Any progress made to liberate South Africa’s black majority since apartheid ended two decades ago looks to have been undone in just five short years, with more than half of the country now living in poverty.
Since 2011, three million more South Africans have been pushed below the poverty line, according to a study by the national data agency, Statistics South Africa, released this week. More than 30.4 million South Africans—55.5% of the population—live on less than 992 rand (about $75) per person per month.
The data, collected in 2015, is more optimistic than numbers from 2006, when two thirds of South Africans were living in poverty. But it captures the painful one-step-forward, two-steps-backwards dance the country has been engaged in over the last decade trying to improve the lives of its population. In 2006, 28.4% of the country was found to be living in extreme poverty. That number had only inched downwards to 25.2% by 2015.
Those numbers aren’t likely to improve. In the last year alone, South Africa has entered recession and seen its sovereign rating adjusted to junk status, making life harder for everyone, especially the poor.
One of the most enduring legacies of apartheid is the grinding poverty suffered by the country’s majority black population. Social spending on housing, healthcare, and a grant system were specifically designed to lift black South Africans out of poverty.
Black South Africans continue to be worst affected by rising poverty, with nearly half considered below Statistics South Africa’s lower-bound line of poverty, defined as individuals who have to sacrifice buying food for other essentials. Less than 1% of white South Africans are below this dire line.
South Africa’s youth are trapped in poverty from an early age, with 43.5% of the citizens under the age of 17 living in households that earned below the median income of 797 rand ($60) per month. It’s the start of a vicious cycle that continues into adulthood, with more than half of South Africans below the age of 35 unemployed.
A number of factors have pushed South Africa back. The full effect of the 2008 global financial crisis, initially hidden by the euphoria and capital injection of the 2010 FIFA World Cup, is now being felt. The country has also fallen victim to the sluggish growth seen by other commodities-driven economies, unable to improve on 3.3% growth in 2011, the highest GDP has peaked since the financial crisis.
Most at fault, though, has been South Africa’s inability to implement its own policies. In 2012, the country launched the “National Development Plan” with much pomp and an explanatory animated video. But a lack of political will has left the plan adrift. By almost all measures, South Africa is going to miss the goals it set for itself in the plan, including its aim to reduce poverty from 39% in 2009 to 0% in 2030 and to eliminate hunger.
Even the commission tasked with seeing the plan through is frustrated by the lack of government support to do so, despite having an office a few doors down from the president. ”We have a plan, we like it very much, we take it to parliament, the whole world praises it,” the group’s deputy commissioner Malegapuru Makgoba said recently. ”And we are the ones that don’t implement it.”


■ Instructions for the task: Every record must appear in your copy exactly as written, with no pictures.

■ Dataset excerpts:
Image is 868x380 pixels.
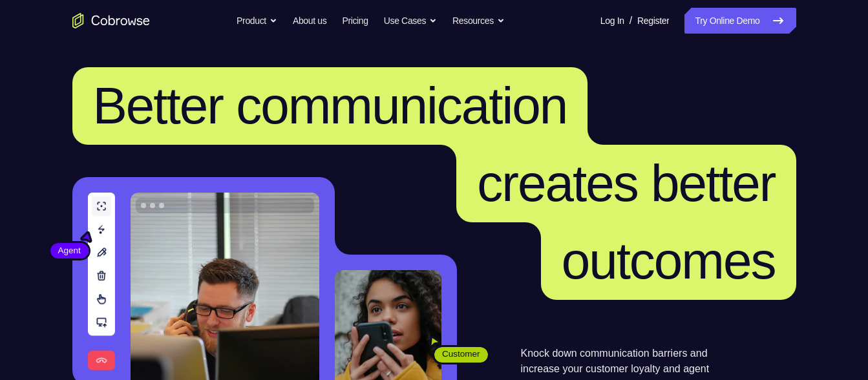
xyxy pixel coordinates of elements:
[601,8,624,34] a: Log In
[236,8,277,34] button: Product
[73,13,150,28] a: Go to the home page
[684,8,795,34] a: Try Online Demo
[384,8,437,34] button: Use Cases
[293,8,326,34] a: About us
[453,8,504,34] button: Resources
[562,232,775,289] span: outcomes
[630,13,632,28] span: /
[477,155,775,212] span: creates better
[93,77,567,135] span: Better communication
[342,8,368,34] a: Pricing
[637,8,669,34] a: Register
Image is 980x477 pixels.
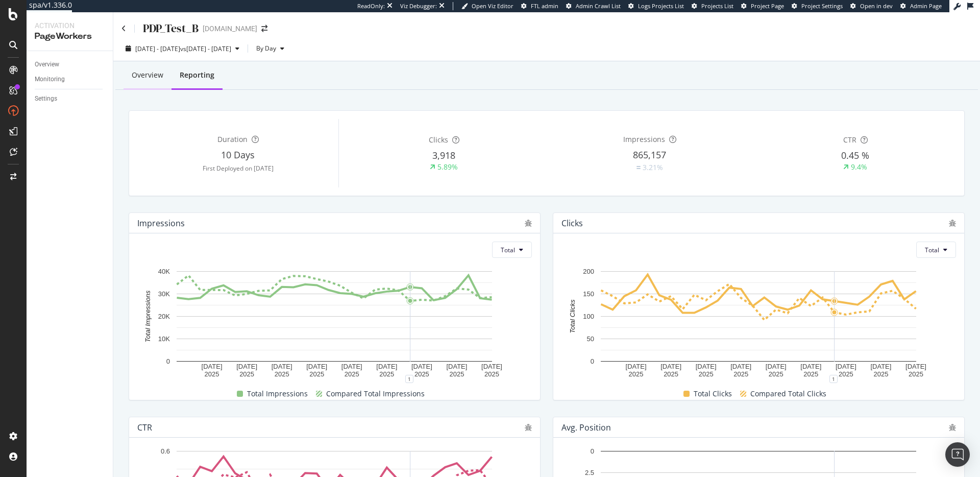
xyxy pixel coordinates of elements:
[432,149,455,162] span: 3,918
[623,134,665,144] span: Impressions
[161,447,170,454] text: 0.6
[35,74,64,84] div: Monitoring
[272,363,292,370] text: [DATE]
[400,2,437,10] div: Viz Debugger:
[132,70,163,80] div: Overview
[203,24,257,34] div: [DOMAIN_NAME]
[166,357,170,365] text: 0
[326,387,424,400] span: Compared Total Impressions
[500,245,515,254] span: Total
[829,374,837,383] div: 1
[838,371,853,378] text: 2025
[860,2,892,10] span: Open in dev
[766,363,787,370] text: [DATE]
[626,363,647,370] text: [DATE]
[309,371,324,378] text: 2025
[158,290,170,297] text: 30K
[696,363,717,370] text: [DATE]
[524,423,531,431] div: bug
[342,363,362,370] text: [DATE]
[843,134,856,144] span: CTR
[663,371,678,378] text: 2025
[137,218,184,228] div: Impressions
[357,2,385,10] div: ReadOnly:
[158,313,170,320] text: 20K
[910,2,941,10] span: Admin Page
[638,2,684,10] span: Logs Projects List
[143,20,199,36] div: PDP_Test_B
[484,371,499,378] text: 2025
[204,371,220,378] text: 2025
[836,363,856,370] text: [DATE]
[35,59,59,70] div: Overview
[262,25,267,32] div: arrow-right-arrow-left
[900,2,941,10] a: Admin Page
[35,74,105,84] a: Monitoring
[561,266,955,379] svg: A chart.
[306,363,327,370] text: [DATE]
[35,59,105,70] a: Overview
[948,423,955,431] div: bug
[35,94,57,104] div: Settings
[414,371,429,378] text: 2025
[158,267,170,275] text: 40K
[137,164,338,173] div: First Deployed on [DATE]
[446,363,467,370] text: [DATE]
[642,163,663,173] div: 3.21%
[449,371,464,378] text: 2025
[633,148,666,161] span: 865,157
[252,40,288,56] button: By Day
[908,371,923,378] text: 2025
[137,422,152,432] div: CTR
[768,371,783,378] text: 2025
[691,2,733,10] a: Projects List
[274,371,289,378] text: 2025
[841,149,869,162] span: 0.45 %
[35,94,105,104] a: Settings
[587,334,594,343] text: 50
[733,371,747,378] text: 2025
[524,220,531,226] div: bug
[247,387,308,400] span: Total Impressions
[158,334,170,343] text: 10K
[180,45,231,53] span: vs [DATE] - [DATE]
[521,2,559,10] a: FTL admin
[122,40,243,56] button: [DATE] - [DATE]vs[DATE] - [DATE]
[945,442,969,466] div: Open Intercom Messenger
[471,2,513,10] span: Open Viz Editor
[636,166,640,169] img: Equal
[590,447,594,454] text: 0
[800,363,821,370] text: [DATE]
[35,31,104,43] div: PageWorkers
[730,363,751,370] text: [DATE]
[850,162,866,172] div: 9.4%
[135,45,180,53] span: [DATE] - [DATE]
[576,2,620,10] span: Admin Crawl List
[376,363,397,370] text: [DATE]
[379,371,394,378] text: 2025
[585,469,594,477] text: 2.5
[916,242,955,258] button: Total
[925,245,939,254] span: Total
[750,387,826,400] span: Compared Total Clicks
[252,44,276,53] span: By Day
[122,25,126,32] a: Click to go back
[741,2,784,10] a: Project Page
[948,220,955,226] div: bug
[236,363,257,370] text: [DATE]
[429,134,448,144] span: Clicks
[405,374,413,383] div: 1
[144,291,152,343] text: Total Impressions
[791,2,842,10] a: Project Settings
[629,371,643,378] text: 2025
[660,363,681,370] text: [DATE]
[698,371,713,378] text: 2025
[137,266,531,379] svg: A chart.
[239,371,254,378] text: 2025
[202,363,223,370] text: [DATE]
[221,148,254,161] span: 10 Days
[561,422,610,432] div: Avg. position
[873,371,887,378] text: 2025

■ Task solution:
Image is 868x380 pixels.
xyxy pixel coordinates of elements:
[601,8,624,34] a: Log In
[236,8,277,34] button: Product
[73,13,150,28] a: Go to the home page
[684,8,795,34] a: Try Online Demo
[384,8,437,34] button: Use Cases
[293,8,326,34] a: About us
[453,8,504,34] button: Resources
[562,232,775,289] span: outcomes
[630,13,632,28] span: /
[477,155,775,212] span: creates better
[93,77,567,135] span: Better communication
[342,8,368,34] a: Pricing
[637,8,669,34] a: Register
Image is 980x477 pixels.
xyxy pixel coordinates of elements:
[432,149,455,162] span: 3,918
[623,134,665,144] span: Impressions
[161,447,170,454] text: 0.6
[35,74,64,84] div: Monitoring
[272,363,292,370] text: [DATE]
[400,2,437,10] div: Viz Debugger:
[132,70,163,80] div: Overview
[203,24,257,34] div: [DOMAIN_NAME]
[166,357,170,365] text: 0
[326,387,424,400] span: Compared Total Impressions
[500,245,515,254] span: Total
[829,374,837,383] div: 1
[838,371,853,378] text: 2025
[860,2,892,10] span: Open in dev
[766,363,787,370] text: [DATE]
[626,363,647,370] text: [DATE]
[309,371,324,378] text: 2025
[158,290,170,297] text: 30K
[696,363,717,370] text: [DATE]
[524,423,531,431] div: bug
[342,363,362,370] text: [DATE]
[843,134,856,144] span: CTR
[663,371,678,378] text: 2025
[137,218,184,228] div: Impressions
[357,2,385,10] div: ReadOnly:
[158,313,170,320] text: 20K
[910,2,941,10] span: Admin Page
[638,2,684,10] span: Logs Projects List
[143,20,199,36] div: PDP_Test_B
[484,371,499,378] text: 2025
[204,371,220,378] text: 2025
[836,363,856,370] text: [DATE]
[35,59,59,70] div: Overview
[262,25,267,32] div: arrow-right-arrow-left
[900,2,941,10] a: Admin Page
[35,74,105,84] a: Monitoring
[561,266,955,379] svg: A chart.
[306,363,327,370] text: [DATE]
[35,59,105,70] a: Overview
[948,423,955,431] div: bug
[35,94,57,104] div: Settings
[414,371,429,378] text: 2025
[158,267,170,275] text: 40K
[137,164,338,173] div: First Deployed on [DATE]
[446,363,467,370] text: [DATE]
[642,163,663,173] div: 3.21%
[449,371,464,378] text: 2025
[633,148,666,161] span: 865,157
[252,40,288,56] button: By Day
[908,371,923,378] text: 2025
[137,422,152,432] div: CTR
[768,371,783,378] text: 2025
[691,2,733,10] a: Projects List
[274,371,289,378] text: 2025
[841,149,869,162] span: 0.45 %
[35,94,105,104] a: Settings
[587,334,594,343] text: 50
[733,371,747,378] text: 2025
[524,220,531,226] div: bug
[247,387,308,400] span: Total Impressions
[158,334,170,343] text: 10K
[180,45,231,53] span: vs [DATE] - [DATE]
[521,2,559,10] a: FTL admin
[122,40,243,56] button: [DATE] - [DATE]vs[DATE] - [DATE]
[945,442,969,466] div: Open Intercom Messenger
[471,2,513,10] span: Open Viz Editor
[636,166,640,169] img: Equal
[590,447,594,454] text: 0
[800,363,821,370] text: [DATE]
[35,31,104,43] div: PageWorkers
[730,363,751,370] text: [DATE]
[850,162,866,172] div: 9.4%
[135,45,180,53] span: [DATE] - [DATE]
[576,2,620,10] span: Admin Crawl List
[376,363,397,370] text: [DATE]
[379,371,394,378] text: 2025
[585,469,594,477] text: 2.5
[916,242,955,258] button: Total
[925,245,939,254] span: Total
[750,387,826,400] span: Compared Total Clicks
[252,44,276,53] span: By Day
[122,25,126,32] a: Click to go back
[741,2,784,10] a: Project Page
[948,220,955,226] div: bug
[236,363,257,370] text: [DATE]
[429,134,448,144] span: Clicks
[405,374,413,383] div: 1
[144,291,152,343] text: Total Impressions
[791,2,842,10] a: Project Settings
[629,371,643,378] text: 2025
[660,363,681,370] text: [DATE]
[698,371,713,378] text: 2025
[137,266,531,379] svg: A chart.
[239,371,254,378] text: 2025
[202,363,223,370] text: [DATE]
[221,148,254,161] span: 10 Days
[561,422,610,432] div: Avg. position
[873,371,887,378] text: 2025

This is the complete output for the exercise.